For those who consider mundane industries "beneath them," the joke is on them. Success, after all, is the ultimate in prestige. Was overnight delivery of great consequence before Fred Smith founded Federal Express? Was payroll processing a "high-status" industry before Frank Lautenberg turned ADP into a billion-dollar company?

Here are my four rules for choosing your competitive niche:

1. Test yourself against the best. Make your money against the rest: Going up against the best makes you stronger, but if your competition is consistently superior, you will likely exhaust yourself and lose the battle.

2. David will sometimes beat Goliath: Underdogs win in business much more often than in the NFL. Small companies can sometimes successfully use "competitive judo," leveraging speed and innovation to gain market share.
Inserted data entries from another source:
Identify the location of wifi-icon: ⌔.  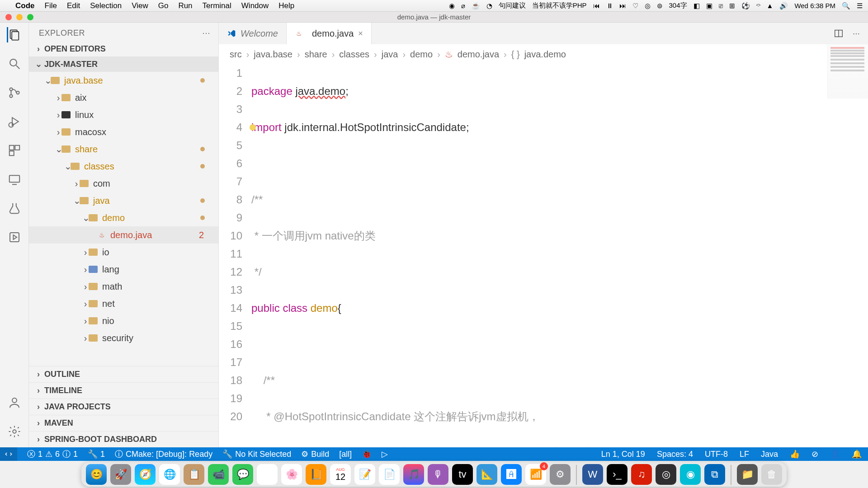
(759, 5).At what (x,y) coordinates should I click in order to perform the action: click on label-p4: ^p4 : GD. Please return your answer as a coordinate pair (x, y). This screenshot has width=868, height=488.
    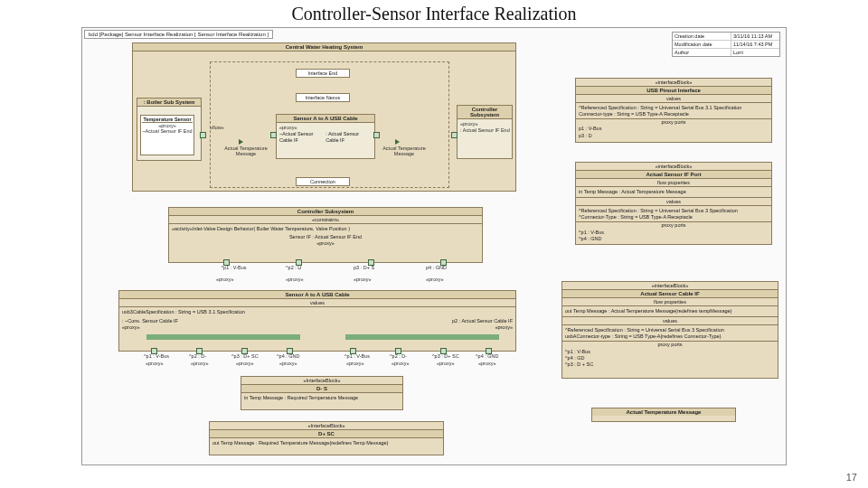
    Looking at the image, I should click on (670, 358).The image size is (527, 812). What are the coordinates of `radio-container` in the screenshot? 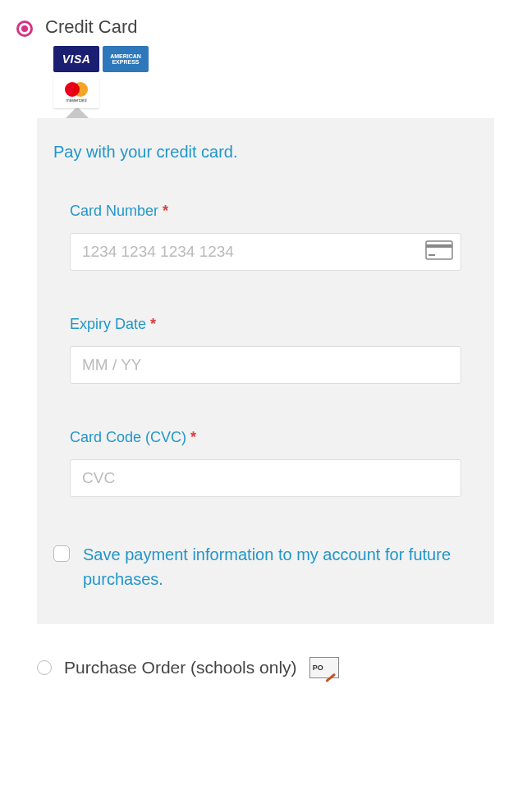 It's located at (25, 29). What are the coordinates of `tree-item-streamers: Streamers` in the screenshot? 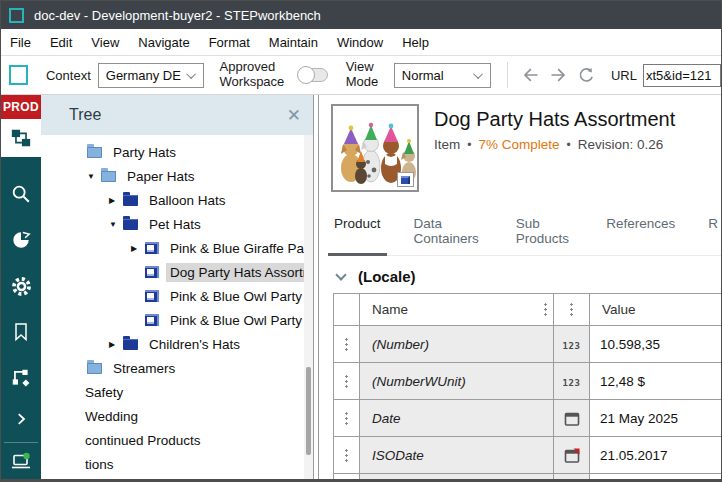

3. Working with the strong is easier than competing against them: Working with great people is essential to growth; competing against great people is a challenge to be avoided when possible. The temptation to build monopolies is often driven by the desire to work with the best competitors rather than against them.

4. Stay hungry: Whether you are a nimble new competitor, a niche provider or a market-dominating 800-pound gorilla, remaining aggressive and nimble is the best way to ensure continued success. Big companies such as General Electric and Intel have built their corporate culture around being agile giants who do not take their success for granted.

And remember another old poker maxim: "If you look around the table and you can't spot the sucker, it's you."

 

Read Articles - The Commerce Chain, Isaac's monthly column on Business and Technology Trends, in the Minneapolis Star Tribune.